The reticular region lies deep in the papillary region and is usually much thicker. It is composed of dense irregular connective tissue, and receives its name from the dense concentration of collagenous, elastic, and reticular fibers that weave throughout it. These protein fibers give the dermis its properties of strength, extensibility, and elasticity.

Located within the reticular region are also the roots of the hair, sebaceous glands, sweat glands, receptors, nails, and blood vessels.

Tattoo ink is injected into the dermis. Stretch marks from pregnancy are also located in the dermis.

Hypodermis

The hypodermis is not part of the skin, and lies below the dermis. Its purpose is to attach the skin to underlying bone and muscle as well as supplying it with blood vessels and nerves. It consists of loose connective tissue and elastin. The main cell types are fibroblasts, macrophages, and adipocytes. Adipocytes are the cells that primarily compose adipose tissue, specialized in storing energy as fat. The hypodermis contains 50 percent of human body fat. Fat serves as padding and insulation for the body.

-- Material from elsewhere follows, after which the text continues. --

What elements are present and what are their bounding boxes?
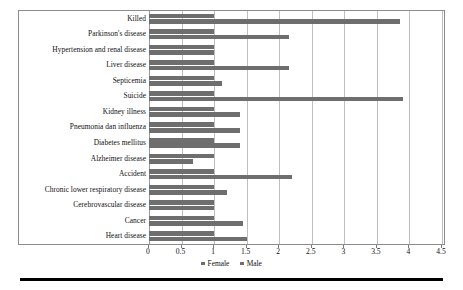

Microorganisms like Staphylococcus epidermidis colonize the skin surface. The density of skin flora depends on the region of the skin. The disinfected skin surface gets recolonized from bacteria residing in the deeper areas of the hair follicle, gut. and urogenital openings.

Functions

Common functions of the skin are:

  1. Protection: An anatomical barrier between the internal and external environment in bodily defense; Langerhans cells in the skin are part of the adaptive immune system
  2. Sensation: Contains a variety of sensory nerve endings that react to heat, cold, touch, pressure, vibration, and tissue injury.
  3. Heat regulation: The skin contains a blood supply far greater than its requirements, which allows precise control of energy loss by radiation, convection and conduction. Dilated blood vessels increase perfusion and heat loss while constricted vessels greatly reduce cutaneous blood flow and conserve heat. Erector pili muscles are significant in animals.
  4. Control of evaporation: The skin provides a relatively dry and impermeable barrier to fluid loss. Loss of this function contributes to the massive fluid loss in burns.
  5. Aesthetics and communication: Others see our skin and can assess our mood, physical state, and attractiveness.
  6. Storage and synthesis: Acts as a storage center for lipids and water, as well as a means of synthesis of vitamin D and B by action of UV on certain parts of the skin. This synthesis is linked to pigmentation, with darker skin producing more vitamin B than D, and vice versa.
  7. Excretion: The concentration of urea is 1/130th that of urine. Excretion by sweating is at most a secondary function to temperature regulation.
  8. Absorption: Oxygen, nitrogen, and carbon dioxide can diffuse into the epidermis in small amounts, and some animals using their skin for their sole respiration organ. In addition, medicine can be administered through the skin, by ointments or by means of an adhesive patch, such as the nicotine patch or iontophoresis. The skin is an important site of transport in many other organisms.

Hygiene

The skin must be regularly cleaned; unless enough care is taken, it will become cracked or inflamed. Unclean skin favors the development of pathogenic organisms. The dead cells that continually slough off of the epidermis mix with the secretions of the sweat and sebaceous glands and the dust found on the skin to form a filthy layer on its surface. If not washed away, the slurry of sweat and sebaceous secretions mixed with dirt and dead skin is decomposed by bacterial flora, producing a foul smell. Functions of the skin are disturbed when it is excessively dirty; it becomes more easily damaged, the release of antibacterial compounds decreases, and dirty skin is more prone to develop infections. Cosmetics should be used carefully because these may cause allergic reactions. Each season requires suitable clothing in order to facilitate the evaporation of the sweat. Sunlight, water, and air play an important role in keeping the skin healthy.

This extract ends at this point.